Whale Sharks

June 21, 2007 at 11:09 am (Uncategorized)

I saw a news articles on Yahoo News about a Georgia aquarium that keeps whale
sharks.  Well, actually, the article was about how they failed to keep whale
sharks… They’ve had two die in the last few months.  You can read the link
here:  http://news.yahoo.com/s/ap/20070613/ap_on_sc/whale_shark_dies;_ylt=AvwkMwHazr_wOWMp7Hh_pjXMWM0F

After I read this, I was wondering: Just what is a whale shark, and why are
they so hard to keep in captivity?

As the fish’s name suggests, whale sharks are the shark equivalent of baleen
whales.  They are big (growing up to 40 feet long), and they are plankton-eating
filter feeders.  They are found in tropical seas, worldwide, usually near the
surface.  They are harmless to humans.

Like all filter feeders, whale sharks have an enormous mouth for their body
size; their mouths can be over 4 feet wide.  Unusually for sharks, their mouths
are also at the very front of the head, instead of on the underside; this allows
the shark to simply open its mouth while swimming to suck in the huge volume of
water they need in order to filter out enough food.  Remember, these are 15 ton
animals, which eat some of the very smallest prey available.

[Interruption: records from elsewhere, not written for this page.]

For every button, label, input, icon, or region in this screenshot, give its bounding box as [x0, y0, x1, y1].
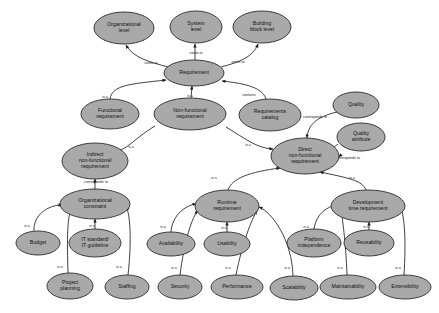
edge-label: corresponds to	[336, 156, 360, 160]
node-org_constraint[interactable]: Organizationalconstraint	[60, 189, 130, 219]
node-extensibility[interactable]: Extensibility	[379, 275, 431, 299]
edge-label: is a	[160, 225, 166, 229]
node-label: Availability	[159, 240, 184, 246]
node-dev_time_req[interactable]: Developmenttime requirement	[331, 190, 405, 222]
edge-label: is a	[89, 224, 95, 228]
edge-label: exists at	[189, 51, 202, 55]
edge-label: is a	[24, 224, 30, 228]
node-label: Maintainability	[332, 283, 365, 289]
node-runtime_req[interactable]: Runtimerequirement	[195, 190, 259, 222]
node-functional_req[interactable]: Functionalrequirement	[81, 99, 139, 129]
node-performance[interactable]: Performance	[211, 275, 263, 299]
node-label: Requirement	[179, 69, 209, 75]
edge-label: is a	[225, 266, 231, 270]
edge-label: is a	[284, 266, 290, 270]
node-label: Performance	[222, 283, 252, 289]
node-label: Extensibility	[391, 283, 419, 289]
node-availability[interactable]: Availability	[147, 232, 195, 256]
diagram-canvas: exists atexists atexists atis ais aconta…	[0, 0, 439, 313]
node-label: Functionalrequirement	[96, 107, 124, 119]
node-platform_indep[interactable]: Platformindependence	[287, 229, 341, 257]
edge-label: is a	[221, 226, 227, 230]
edge-label: is a	[395, 266, 401, 270]
edge-label: is a	[128, 145, 134, 149]
edge-extensibility-to-dev_time_req	[400, 207, 405, 275]
node-label: Security	[171, 283, 190, 289]
edge-label: exists at	[144, 61, 157, 65]
node-usability[interactable]: Usability	[204, 232, 250, 256]
edge-label: is a	[102, 95, 108, 99]
node-label: Qualityattribute	[352, 130, 371, 142]
edge-label: corresponds to	[84, 180, 108, 184]
node-direct_nfr[interactable]: Directnon-functionalrequirement	[271, 138, 339, 174]
node-nonfunctional_req[interactable]: Non-functionalrequirement	[154, 98, 226, 130]
requirement-concept-map: exists atexists atexists atis ais aconta…	[0, 0, 439, 313]
node-req_catalog[interactable]: Requirementscatalog	[239, 99, 301, 131]
edge-label: is a	[211, 176, 217, 180]
edge-label: is a	[57, 265, 63, 269]
node-label: Staffing	[118, 283, 136, 289]
edge-budget-to-org_constraint	[34, 205, 62, 231]
nodes-layer: OrganizationallevelSystemlevelBuildingbl…	[16, 11, 431, 300]
edge-nonfunctional_req-to-indirect_nfr	[113, 126, 155, 152]
node-label: Reusability	[356, 239, 382, 245]
edge-label: is a	[337, 266, 343, 270]
edge-availability-to-runtime_req	[171, 204, 196, 232]
node-budget[interactable]: Budget	[16, 231, 60, 255]
node-quality_attr[interactable]: Qualityattribute	[337, 123, 385, 151]
node-scalability[interactable]: Scalability	[270, 276, 318, 300]
node-label: Usability	[217, 240, 237, 246]
node-label: Non-functionalrequirement	[173, 107, 206, 119]
edge-label: is a	[171, 266, 177, 270]
edge-label: contains	[242, 93, 256, 97]
edge-label: is a	[245, 143, 251, 147]
edge-label: is a	[349, 176, 355, 180]
edge-requirement-to-functional_req	[110, 80, 166, 99]
node-label: Buildingblock level	[250, 20, 274, 32]
edge-direct_nfr-to-runtime_req	[228, 168, 280, 190]
node-building_block[interactable]: Buildingblock level	[233, 11, 291, 43]
node-label: Quality	[348, 101, 365, 107]
node-it_standard[interactable]: IT standard/IT guideline	[69, 229, 121, 257]
edge-label: corresponds to	[303, 115, 327, 119]
node-indirect_nfr[interactable]: Indirectnon-functionalrequirement	[62, 143, 128, 179]
edge-label: is a	[116, 265, 122, 269]
node-system_level[interactable]: Systemlevel	[170, 11, 222, 43]
node-label: Developmenttime requirement	[349, 199, 388, 211]
node-quality[interactable]: Quality	[333, 92, 379, 118]
node-label: IT standard/IT guideline	[81, 236, 109, 248]
edge-label: exists at	[231, 60, 244, 64]
edge-label: is a	[303, 225, 309, 229]
edge-direct_nfr-to-dev_time_req	[320, 172, 366, 190]
edge-label: is a	[363, 225, 369, 229]
node-reusability[interactable]: Reusability	[344, 230, 394, 256]
edge-label: is a	[187, 94, 193, 98]
node-project_planning[interactable]: Projectplanning	[47, 273, 93, 299]
node-label: Projectplanning	[60, 279, 80, 291]
edge-staffing-to-org_constraint	[126, 207, 130, 275]
node-security[interactable]: Security	[158, 275, 202, 299]
node-staffing[interactable]: Staffing	[105, 275, 149, 299]
node-org_level[interactable]: Organizationallevel	[94, 12, 154, 44]
node-label: Scalability	[282, 284, 306, 290]
node-label: Budget	[30, 239, 47, 245]
node-maintainability[interactable]: Maintainability	[320, 275, 376, 299]
node-requirement[interactable]: Requirement	[164, 60, 224, 86]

Whale sharks have an ingenious adaptation for filter feeding.  Like all fish,
they have gills.  The external features of gills are obvious to humans: the
slits along the sides of the animal, just behind the head. Internally, however,
gills have a very complex, comb-like structure, designed to get the maximum
water flow over tiny blood vessels, so that the animal can extract oxygen from
that water.  This structure is a good pre-adaptation for filter feeding.  (I may
talk about pre-adaptation in a future post; it is a fascinating subject in
evolutionary biology.)  The whale shark will eat anything which the internal
gill structure traps in the mouth.

While I was looking up information about whale sharks, I came across several
references to Thor Heyerdahl’s famous Kon Tiki expedition, when he sailed a
primitive raft across the South Pacific, and proved that human colonization of
the Polynesian islands was technically feasible for Stone-Age people.  During
the trip, he had an encounter with a whale shark, which he described as the
biggest and ugliest face any of us had ever seen in the whole of our
lives
.

Whale sharks might not be pretty, but they are fascinating.